Hugh Young - 1 February 2008

Intersecting as it does sex, religion, blood, medicine and masculinity, circumcision is a subject that is hard to discuss rationally.

Forum

1 February 2008

In NZ Skeptic 85 Alison Campbell discusses teaching evolution in the school curriculum with particular reference to the influence of local creationist pressures opposing this as a sole 'theory'. If New Zealand Skeptics are to be true to their cause they must also take a hard look at their own basic assumptions. My concern from an informed amateur perspective is that in teaching evolution it is important to be intellectually honest to students. The fact of the development of life forms over billions of years and their gradual divergence from earlier morphological templates is beyond question to any rational inquirer even if it cannot demonstrated in the traditional hypothesis/experimental test paradigm. Furthermore, Darwin's concept of natural selection is most obviously applicable to those life forms we are most familiar with and on which he based his inductive studies. At this level of macro development for instance, some morphological changes are clearly adaptive for predation or escape, and auditory or visual cues evolve to serve the attraction of mates or camouflage. However there is still substantial debate whether this paradigm can cover all stages in the evolution of life on Earth. It is when we get to the question of the origins of life or the complex operations within a single cell that questions arise. Such intricate developments are crucial to the central concept of Neo-Darwinism.
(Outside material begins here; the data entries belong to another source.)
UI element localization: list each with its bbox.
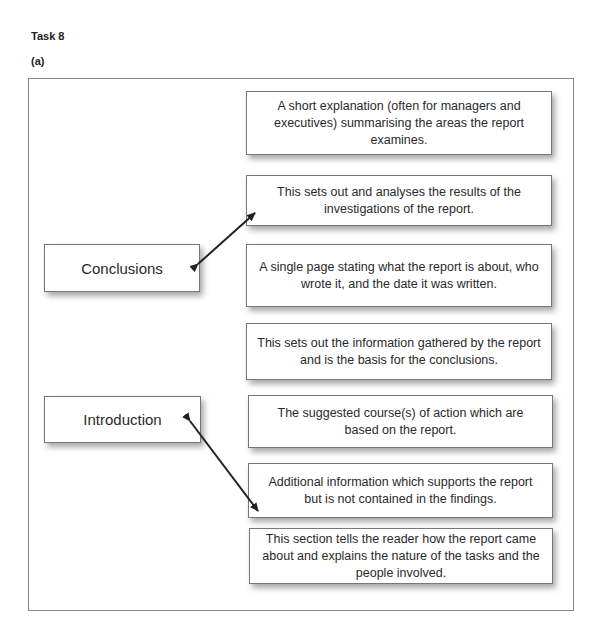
arrow-introduction[interactable] — [190, 421, 258, 511]
arrow-conclusions[interactable] — [198, 213, 255, 264]
connector-arrows — [0, 0, 600, 640]
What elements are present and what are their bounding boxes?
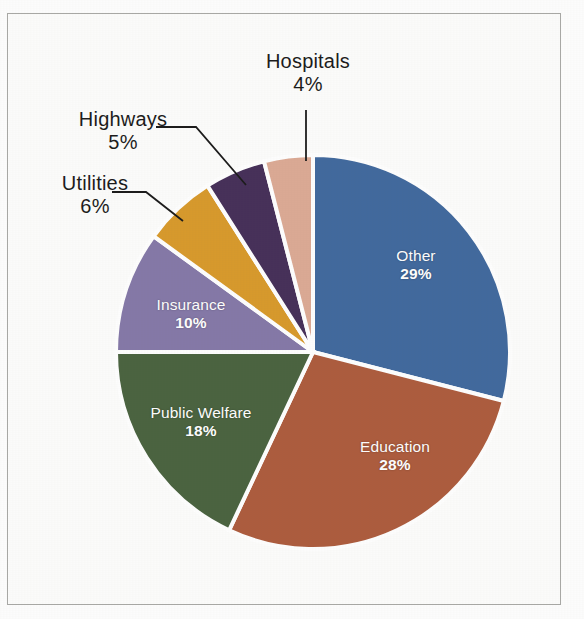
slice-callout-utilities-name: Utilities bbox=[20, 172, 170, 195]
pie-chart: Other 29% Education 28% Public Welfare 1… bbox=[0, 0, 584, 619]
slice-callout-utilities-value: 6% bbox=[20, 195, 170, 218]
slice-callout-highways-value: 5% bbox=[48, 131, 198, 154]
figure-page: Other 29% Education 28% Public Welfare 1… bbox=[0, 0, 584, 619]
slice-callout-highways-name: Highways bbox=[48, 108, 198, 131]
slice-callout-hospitals: Hospitals 4% bbox=[228, 50, 388, 96]
slice-callout-hospitals-name: Hospitals bbox=[228, 50, 388, 73]
slice-callout-utilities: Utilities 6% bbox=[20, 172, 170, 218]
slice-callout-highways: Highways 5% bbox=[48, 108, 198, 154]
slice-callout-hospitals-value: 4% bbox=[228, 73, 388, 96]
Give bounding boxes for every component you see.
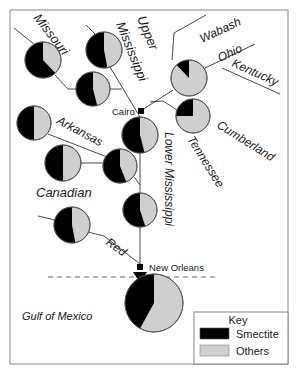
pie-upper-mississippi [86,32,122,68]
pie-ohio [171,60,207,96]
legend-others-swatch [200,345,229,356]
pie-arkansas-confluence [103,149,137,183]
legend-smectite-swatch [200,328,229,339]
pie-missouri-upper-confluence [76,72,110,106]
pie-lower-mississippi [123,193,157,227]
cairo-label: Cairo [112,106,135,117]
clay-mineral-river-diagram: Cairo New Orleans Missouri Upper Mississ… [0,0,298,373]
new-orleans-marker-icon [137,264,143,270]
pie-gulf-of-mexico [125,274,183,332]
pie-arkansas [17,106,51,140]
legend-title: Key [229,314,248,326]
cairo-marker-icon [138,108,144,114]
legend-smectite-label: Smectite [236,328,279,340]
legend: Key Smectite Others [194,312,288,364]
canadian-label: Canadian [36,185,92,200]
gulf-of-mexico-label: Gulf of Mexico [22,310,92,322]
pie-cumberland-tennessee [176,99,210,133]
legend-others-label: Others [236,345,270,357]
pie-canadian [45,145,81,181]
new-orleans-label: New Orleans [149,262,204,273]
pie-below-cairo [122,117,158,153]
pie-red [54,207,90,243]
lower-mississippi-label: Lower Mississippi [162,132,176,226]
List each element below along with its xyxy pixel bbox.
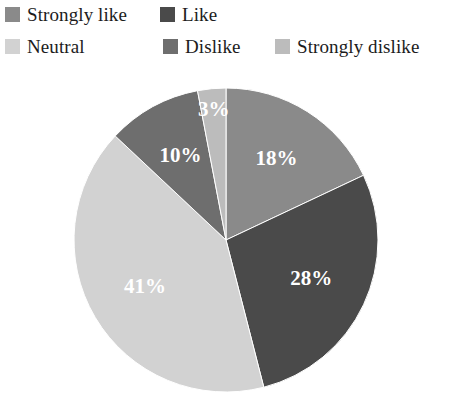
pie-slice-label: 3% — [198, 97, 230, 121]
pie-chart: 18%28%41%10%3% — [0, 0, 449, 404]
pie-slice-group — [74, 88, 378, 392]
pie-slice-label: 10% — [160, 143, 202, 167]
pie-chart-svg: 18%28%41%10%3% — [0, 0, 449, 404]
pie-slice-label: 41% — [124, 274, 166, 298]
pie-slice-label: 18% — [256, 146, 298, 170]
pie-slice-label: 28% — [290, 266, 332, 290]
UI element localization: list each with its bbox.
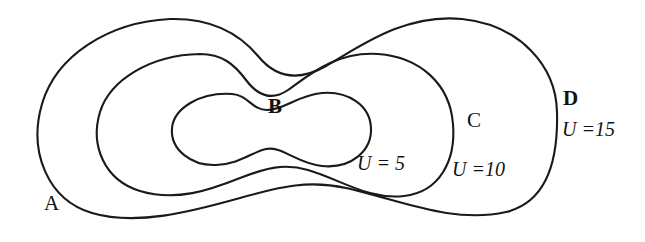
region-label-c: C [467, 110, 481, 131]
equipotential-diagram: A B C D U = 5 U =10 U =15 [0, 0, 645, 242]
region-label-b: B [268, 96, 282, 117]
potential-label-u10: U =10 [452, 159, 505, 179]
potential-label-u15: U =15 [562, 119, 615, 139]
potential-label-u5: U = 5 [357, 153, 405, 173]
contour-curve-u10 [97, 54, 453, 197]
region-label-d: D [563, 88, 578, 109]
contour-canvas [0, 0, 645, 242]
region-label-a: A [44, 193, 59, 214]
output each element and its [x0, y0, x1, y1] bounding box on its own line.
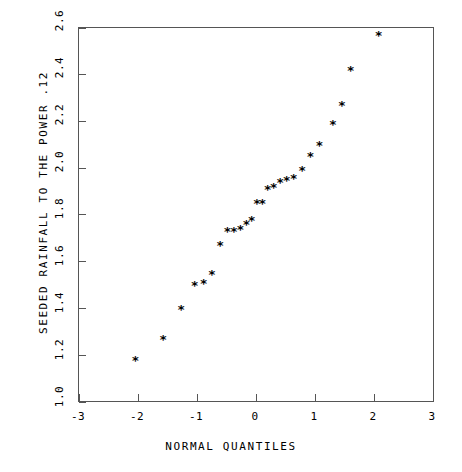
data-point-marker: *	[216, 240, 225, 251]
data-point-marker: *	[258, 198, 267, 209]
x-axis-tick	[433, 394, 434, 401]
x-tick-label: 0	[243, 410, 267, 423]
qq-plot-figure: SEEDED RAINFALL TO THE POWER .12 1.0 1.2…	[0, 0, 462, 472]
y-tick-label: 2.4	[53, 53, 66, 83]
y-tick-label: 1.2	[53, 335, 66, 365]
y-tick-label: 1.6	[53, 241, 66, 271]
x-tick-label: -1	[184, 410, 208, 423]
y-tick-label: 2.2	[53, 100, 66, 130]
data-point-marker: *	[247, 215, 256, 226]
data-point-marker: *	[337, 100, 346, 111]
y-axis-tick	[79, 402, 86, 403]
data-point-marker: *	[199, 278, 208, 289]
y-tick-label: 2.0	[53, 147, 66, 177]
x-tick-label: -3	[66, 410, 90, 423]
data-point-marker: *	[159, 334, 168, 345]
plot-area: **************************	[78, 27, 434, 402]
data-point-marker: *	[346, 65, 355, 76]
data-point-marker: *	[190, 280, 199, 291]
y-tick-label: 1.8	[53, 194, 66, 224]
data-points-layer: **************************	[79, 28, 433, 401]
data-point-marker: *	[177, 304, 186, 315]
data-point-marker: *	[207, 269, 216, 280]
y-tick-label: 1.4	[53, 288, 66, 318]
data-point-marker: *	[306, 151, 315, 162]
data-point-marker: *	[298, 165, 307, 176]
y-tick-label: 2.6	[53, 6, 66, 36]
x-tick-label: 1	[302, 410, 326, 423]
data-point-marker: *	[315, 140, 324, 151]
y-tick-label: 1.0	[53, 382, 66, 412]
x-tick-label: 2	[361, 410, 385, 423]
x-axis-title: NORMAL QUANTILES	[0, 440, 462, 453]
data-point-marker: *	[131, 355, 140, 366]
data-point-marker: *	[328, 119, 337, 130]
y-axis-title: SEEDED RAINFALL TO THE POWER .12	[37, 38, 50, 368]
x-tick-label: -2	[125, 410, 149, 423]
x-tick-label: 3	[420, 410, 444, 423]
data-point-marker: *	[374, 30, 383, 41]
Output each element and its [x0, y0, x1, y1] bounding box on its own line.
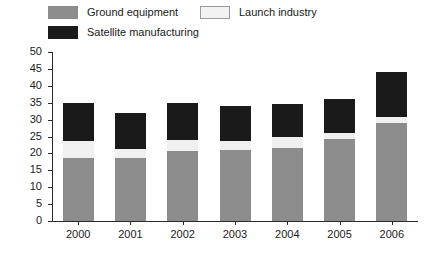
bar-segment-satellite-manufacturing-2003 — [220, 106, 251, 141]
revenue-stacked-bar-chart: Ground equipment Launch industry Satelli… — [0, 0, 426, 254]
y-tick-mark — [48, 221, 52, 222]
black-swatch-icon — [48, 26, 78, 39]
bar-2005 — [324, 52, 355, 221]
bar-segment-launch-industry-2006 — [376, 117, 407, 123]
bar-segment-ground-equipment-2002 — [167, 151, 198, 221]
bar-segment-satellite-manufacturing-2004 — [272, 104, 303, 137]
legend-item-launch-industry: Launch industry — [200, 6, 317, 19]
bar-segment-ground-equipment-2000 — [63, 158, 94, 221]
y-tick-label: 0 — [36, 214, 42, 226]
bar-segment-launch-industry-2000 — [63, 141, 94, 159]
y-tick-label: 25 — [30, 130, 42, 142]
y-tick-label: 5 — [36, 197, 42, 209]
legend-item-ground-equipment: Ground equipment — [48, 6, 178, 19]
y-tick-label: 50 — [30, 45, 42, 57]
x-axis-label-2004: 2004 — [262, 228, 312, 241]
y-tick-label: 40 — [30, 79, 42, 91]
bar-2000 — [63, 52, 94, 221]
bar-segment-launch-industry-2001 — [115, 149, 146, 158]
x-axis-label-2005: 2005 — [315, 228, 365, 241]
bar-2003 — [220, 52, 251, 221]
bar-segment-launch-industry-2002 — [167, 140, 198, 151]
x-tick-mark — [340, 221, 341, 225]
legend-label-launch-industry: Launch industry — [239, 6, 317, 19]
legend-label-ground-equipment: Ground equipment — [87, 6, 178, 19]
y-tick-label: 15 — [30, 163, 42, 175]
x-tick-mark — [392, 221, 393, 225]
white-swatch-icon — [200, 6, 230, 19]
bar-segment-ground-equipment-2001 — [115, 158, 146, 221]
bar-segment-ground-equipment-2005 — [324, 139, 355, 221]
bar-2002 — [167, 52, 198, 221]
grey-swatch-icon — [48, 6, 78, 19]
x-tick-mark — [235, 221, 236, 225]
bar-segment-satellite-manufacturing-2000 — [63, 103, 94, 141]
bar-segment-ground-equipment-2004 — [272, 148, 303, 221]
x-tick-mark — [78, 221, 79, 225]
bar-segment-satellite-manufacturing-2006 — [376, 72, 407, 117]
bar-segment-launch-industry-2003 — [220, 141, 251, 150]
legend-item-satellite-manufacturing: Satellite manufacturing — [48, 26, 199, 39]
y-tick-label: 20 — [30, 146, 42, 158]
x-axis-label-2001: 2001 — [105, 228, 155, 241]
bar-segment-satellite-manufacturing-2001 — [115, 113, 146, 149]
bar-segment-ground-equipment-2003 — [220, 150, 251, 221]
y-tick-label: 10 — [30, 180, 42, 192]
x-axis-label-2006: 2006 — [367, 228, 417, 241]
bar-segment-satellite-manufacturing-2002 — [167, 103, 198, 140]
x-tick-mark — [287, 221, 288, 225]
plot-area — [52, 52, 418, 221]
x-axis-label-2003: 2003 — [210, 228, 260, 241]
x-tick-mark — [183, 221, 184, 225]
x-axis-label-2000: 2000 — [53, 228, 103, 241]
bar-2004 — [272, 52, 303, 221]
legend-label-satellite-manufacturing: Satellite manufacturing — [87, 26, 199, 39]
chart-legend: Ground equipment Launch industry Satelli… — [0, 0, 426, 48]
bar-segment-satellite-manufacturing-2005 — [324, 99, 355, 132]
bar-segment-launch-industry-2004 — [272, 137, 303, 148]
y-tick-label: 30 — [30, 113, 42, 125]
bar-segment-launch-industry-2005 — [324, 133, 355, 139]
y-tick-label: 45 — [30, 62, 42, 74]
x-tick-mark — [130, 221, 131, 225]
x-axis-label-2002: 2002 — [158, 228, 208, 241]
bar-2006 — [376, 52, 407, 221]
bar-segment-ground-equipment-2006 — [376, 123, 407, 221]
y-tick-label: 35 — [30, 96, 42, 108]
bar-2001 — [115, 52, 146, 221]
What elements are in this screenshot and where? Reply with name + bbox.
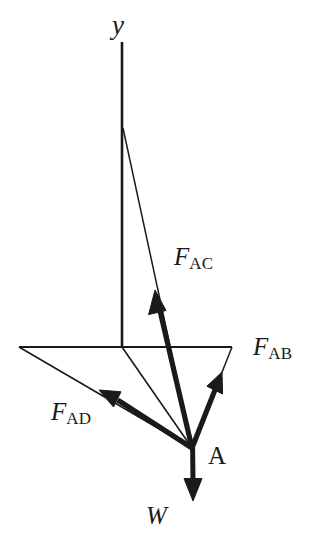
- weight-arrowhead: [184, 479, 202, 502]
- force-ab-symbol: F: [253, 333, 268, 360]
- force-ac-arrowhead: [149, 290, 166, 315]
- force-ad-label: FAD: [51, 399, 91, 424]
- force-ad-symbol: F: [51, 398, 66, 425]
- axis-y-label: y: [112, 12, 124, 39]
- weight-label: W: [146, 503, 167, 528]
- force-ab-subscript: AB: [268, 344, 292, 363]
- force-ad-subscript: AD: [66, 409, 91, 428]
- force-ab-shaft: [192, 389, 215, 448]
- force-diagram-figure: y FAC FAB FAD A W: [0, 0, 309, 548]
- force-ab-label: FAB: [253, 334, 292, 359]
- point-a-label: A: [208, 443, 226, 468]
- diagram-canvas: [0, 0, 309, 548]
- force-ac-label: FAC: [174, 244, 213, 269]
- force-ac-subscript: AC: [189, 254, 213, 273]
- force-ac-symbol: F: [174, 243, 189, 270]
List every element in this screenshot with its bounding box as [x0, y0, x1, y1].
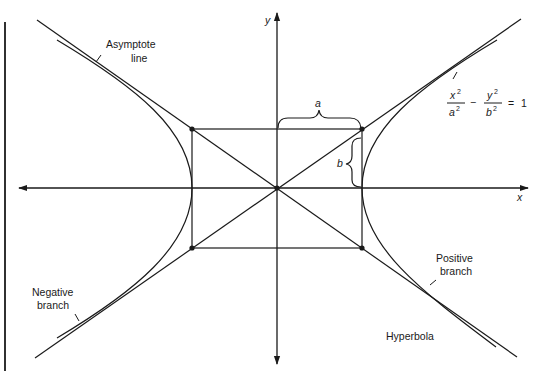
label-a: a: [315, 97, 321, 109]
equation-pointer: [453, 72, 457, 79]
svg-text:2: 2: [493, 105, 497, 112]
svg-text:1: 1: [521, 97, 527, 109]
svg-text:2: 2: [456, 105, 460, 112]
asymptote-label-line1: Asymptote: [106, 38, 156, 50]
brace-a: [278, 110, 361, 128]
positive-branch-curve: [362, 40, 497, 347]
positive-branch-pointer: [430, 280, 436, 285]
svg-text:2: 2: [457, 88, 461, 95]
negative-branch-label-line2: branch: [37, 299, 69, 311]
center-dot: [274, 185, 279, 190]
corner-dot-bottom-left: [189, 245, 194, 250]
brace-b: [346, 138, 361, 187]
corner-dot-top-left: [189, 126, 194, 131]
svg-text:x: x: [449, 89, 456, 101]
negative-branch-curve: [57, 40, 192, 338]
asymptote-pointer: [96, 55, 101, 62]
corner-dot-top-right: [359, 126, 364, 131]
negative-branch-label-line1: Negative: [32, 286, 74, 298]
svg-text:2: 2: [494, 88, 498, 95]
corner-dot-bottom-right: [359, 245, 364, 250]
positive-branch-label-line2: branch: [440, 265, 472, 277]
hyperbola-diagram: y x a b Asymptote line x 2 a 2 − y 2 b 2…: [0, 0, 546, 371]
x-axis-label: x: [516, 191, 523, 203]
svg-text:−: −: [470, 96, 476, 108]
hyperbola-equation: x 2 a 2 − y 2 b 2 = 1: [447, 72, 527, 118]
svg-text:a: a: [449, 106, 455, 118]
y-axis-label: y: [264, 14, 271, 26]
label-b: b: [337, 157, 343, 169]
svg-text:y: y: [486, 89, 493, 101]
asymptote-label-line2: line: [131, 52, 148, 64]
svg-text:b: b: [486, 106, 492, 118]
positive-branch-label-line1: Positive: [436, 252, 473, 264]
diagram-caption: Hyperbola: [386, 330, 434, 342]
svg-text:=: =: [508, 97, 514, 109]
negative-branch-pointer: [75, 314, 79, 321]
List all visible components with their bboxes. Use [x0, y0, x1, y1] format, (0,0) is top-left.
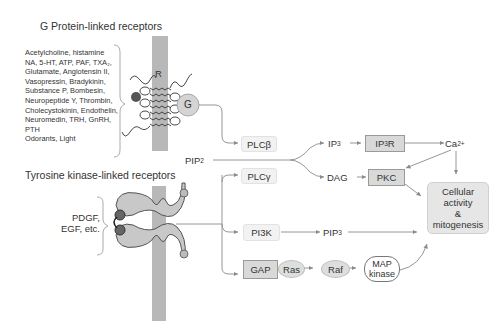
ras-node: Ras	[278, 260, 305, 278]
membrane-upper	[152, 36, 168, 151]
ligand-line: Neuropeptide Y, Thrombin,	[25, 96, 118, 106]
ip3-node: IP3	[328, 136, 341, 150]
plc-beta-node: PLCβ	[241, 136, 277, 152]
ligand-line: Glutamate, Angiotensin II,	[25, 67, 118, 77]
pi3k-node: PI3K	[243, 224, 280, 241]
ip3-receptor-node: IP3R	[365, 135, 405, 152]
ligand-dot	[131, 92, 141, 102]
g-protein-label: G	[184, 99, 192, 110]
ligand-line: PTH	[25, 125, 118, 135]
g-protein-ligand-list: Acetylcholine, histamine NA, 5-HT, ATP, …	[25, 48, 118, 144]
ligand-line: NA, 5-HT, ATP, PAF, TXA₂,	[25, 58, 118, 68]
tk-ligand-line: EGF, etc.	[55, 223, 100, 234]
rtk-dimer	[116, 183, 185, 257]
ligand-line: Odorants, Light	[25, 134, 118, 144]
pathway-arrows	[176, 105, 456, 274]
gap-node: GAP	[243, 260, 278, 279]
ligand-line: Cholecystokinin, Endothelin,	[25, 106, 118, 116]
tyrosine-kinase-section-title: Tyrosine kinase-linked receptors	[25, 169, 176, 181]
raf-node: Raf	[321, 260, 350, 278]
ligand-line: Neuromedin, TRH, GnRH,	[25, 115, 118, 125]
tk-ligand-list: PDGF, EGF, etc.	[55, 212, 100, 234]
calcium-node: Ca2+	[445, 136, 465, 150]
ligand-line: Substance P, Bombesin,	[25, 86, 118, 96]
ligand-line: Vasopressin, Bradykinin,	[25, 77, 118, 87]
phospho-site-top	[180, 189, 188, 197]
pkc-node: PKC	[368, 169, 405, 186]
ligand-line: Acetylcholine, histamine	[25, 48, 118, 58]
map-kinase-node: MAP kinase	[364, 256, 400, 282]
tk-ligand-line: PDGF,	[55, 212, 100, 223]
g-protein-section-title: G Protein-linked receptors	[40, 20, 162, 32]
receptor-label: R	[155, 68, 162, 79]
cellular-outcome-box: Cellular activity & mitogenesis	[427, 182, 489, 234]
pip2-label: PIP2	[185, 154, 204, 166]
pip3-node: PIP3	[323, 225, 342, 239]
plc-gamma-node: PLCγ	[241, 168, 277, 184]
dag-node: DAG	[327, 170, 348, 184]
phospho-site-bottom	[180, 250, 188, 258]
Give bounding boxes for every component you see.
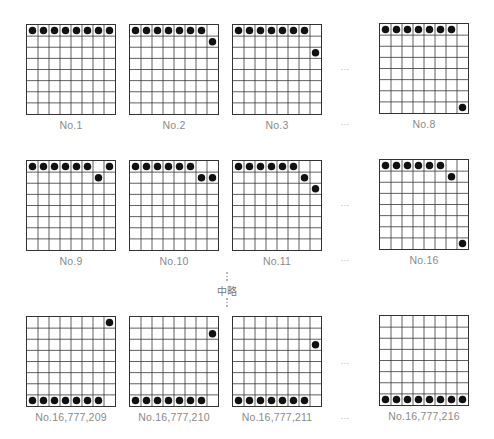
- board-label: No.11: [217, 255, 337, 267]
- ellipsis-icon: …: [335, 356, 355, 366]
- stone-icon: [154, 163, 161, 171]
- stone-icon: [235, 27, 242, 35]
- stone-icon: [154, 397, 161, 405]
- stone-icon: [246, 163, 253, 171]
- stone-icon: [235, 397, 242, 405]
- stone-icon: [257, 27, 264, 35]
- stone-icon: [143, 27, 150, 35]
- stone-icon: [404, 396, 411, 404]
- stone-icon: [209, 174, 216, 182]
- ellipsis-icon: …: [335, 198, 355, 208]
- stone-icon: [448, 173, 455, 181]
- stone-icon: [209, 38, 216, 46]
- stone-icon: [143, 163, 150, 171]
- stone-icon: [29, 163, 36, 171]
- stone-icon: [279, 27, 286, 35]
- board-grid: [129, 316, 219, 407]
- board-grid: [26, 316, 116, 407]
- stone-icon: [51, 27, 58, 35]
- stone-icon: [62, 27, 69, 35]
- ellipsis-icon: …: [335, 411, 355, 421]
- stone-icon: [209, 330, 216, 338]
- stone-icon: [198, 397, 205, 405]
- board-label: No.2: [114, 119, 234, 131]
- stone-icon: [404, 162, 411, 170]
- stone-icon: [40, 163, 47, 171]
- stone-icon: [268, 397, 275, 405]
- board-grid: [232, 160, 322, 251]
- ellipsis-icon: …: [335, 62, 355, 72]
- stone-icon: [459, 240, 466, 248]
- stone-icon: [393, 26, 400, 34]
- stone-icon: [51, 397, 58, 405]
- stone-icon: [426, 162, 433, 170]
- stone-icon: [290, 163, 297, 171]
- board-label: No.16,777,216: [364, 410, 484, 422]
- stone-icon: [448, 396, 455, 404]
- stone-icon: [187, 397, 194, 405]
- stone-icon: [84, 163, 91, 171]
- stone-icon: [132, 163, 139, 171]
- stone-icon: [312, 185, 319, 193]
- vertical-ellipsis-bottom: [226, 298, 228, 309]
- stone-icon: [459, 104, 466, 112]
- stone-icon: [165, 163, 172, 171]
- stone-icon: [301, 397, 308, 405]
- stone-icon: [132, 27, 139, 35]
- stone-icon: [73, 27, 80, 35]
- stone-icon: [198, 174, 205, 182]
- board-label: No.3: [217, 119, 337, 131]
- stone-icon: [382, 26, 389, 34]
- stone-icon: [84, 397, 91, 405]
- ellipsis-icon: …: [335, 117, 355, 127]
- vertical-ellipsis-top: [226, 272, 228, 283]
- stone-icon: [393, 396, 400, 404]
- stone-icon: [382, 396, 389, 404]
- stone-icon: [73, 397, 80, 405]
- stone-icon: [437, 396, 444, 404]
- board-label: No.1: [11, 119, 131, 131]
- stone-icon: [95, 27, 102, 35]
- stone-icon: [246, 397, 253, 405]
- stone-icon: [437, 162, 444, 170]
- stone-icon: [268, 163, 275, 171]
- stone-icon: [301, 174, 308, 182]
- stone-icon: [459, 396, 466, 404]
- stone-icon: [84, 27, 91, 35]
- stone-icon: [382, 162, 389, 170]
- board-label: No.16,777,211: [217, 411, 337, 423]
- stone-icon: [132, 397, 139, 405]
- stone-icon: [73, 163, 80, 171]
- board-label: No.9: [11, 255, 131, 267]
- board-label: No.16: [364, 254, 484, 266]
- board-grid: [129, 24, 219, 115]
- board-label: No.8: [364, 118, 484, 130]
- stone-icon: [40, 27, 47, 35]
- stone-icon: [290, 397, 297, 405]
- stone-icon: [448, 26, 455, 34]
- stone-icon: [198, 27, 205, 35]
- board-grid: [129, 160, 219, 251]
- stone-icon: [301, 27, 308, 35]
- stone-icon: [235, 163, 242, 171]
- stone-icon: [246, 27, 253, 35]
- stone-icon: [312, 341, 319, 349]
- ellipsis-icon: …: [335, 253, 355, 263]
- stone-icon: [426, 26, 433, 34]
- stone-icon: [51, 163, 58, 171]
- stone-icon: [415, 396, 422, 404]
- board-grid: [232, 316, 322, 407]
- stone-icon: [393, 162, 400, 170]
- stone-icon: [312, 49, 319, 57]
- stone-icon: [176, 163, 183, 171]
- stone-icon: [257, 397, 264, 405]
- stone-icon: [29, 397, 36, 405]
- stone-icon: [268, 27, 275, 35]
- stone-icon: [165, 397, 172, 405]
- stone-icon: [437, 26, 444, 34]
- stone-icon: [95, 397, 102, 405]
- board-grid: [232, 24, 322, 115]
- board-label: No.10: [114, 255, 234, 267]
- stone-icon: [279, 397, 286, 405]
- stone-icon: [106, 27, 113, 35]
From NZCSICOP to NZ Skeptics and beyond

Vicki Hyde - 1 February 2008

Following on from online discussion and debate in the NZ Skeptic, a set of proposed motions to alter the society's constitution were mailed to all financial members four weeks before the conference, and voted on at the conference's AGM. Proxies were received from 24 members, all voting in favour of all four motions, and from two members giving their votes to the Chair.

Hokum Locum

John Welch - 1 February 2008

I imagine that most people joining the Armed Forces would expect the likelihood of a posting to an area of conflict. I know I did. I spent six months in Iraq between the two Gulf Wars. I admit that it was stressful but it was also one of the most exciting and interesting experiences that I have ever had. But that's another story.

Why do some good doctors become bad doctors?

John Scott , Des Gorman - 1 February 2008

In NZ Skeptic 82, John Welch wrote that there was something about general practice which attracts an interest in complementary and alternative medicine (CAM). Is it acceptable for medical graduates with a science degree to be allowed to carry on in this manner? Should we amend the medical registration so they can't? Is legislation needed to alter the culture-of doctors and society generally? This article is based on a presentation to the 2007 NZ Skeptics Conference.

Newsfront

David Riddell - 1 February 2008

The death of Wainuiomata woman Janet Moses during an attempt to lift a Maori curse, or makutu, was very widely reported (eg NZ Herald, November 12). Now six women and three men have been charged with her manslaughter (Dominion Post, 12 December). One of the accused women and another man are also charged with cruelty to a child after a 14-year-old was injured in the same ceremony and was treated in hospital for an eye injury.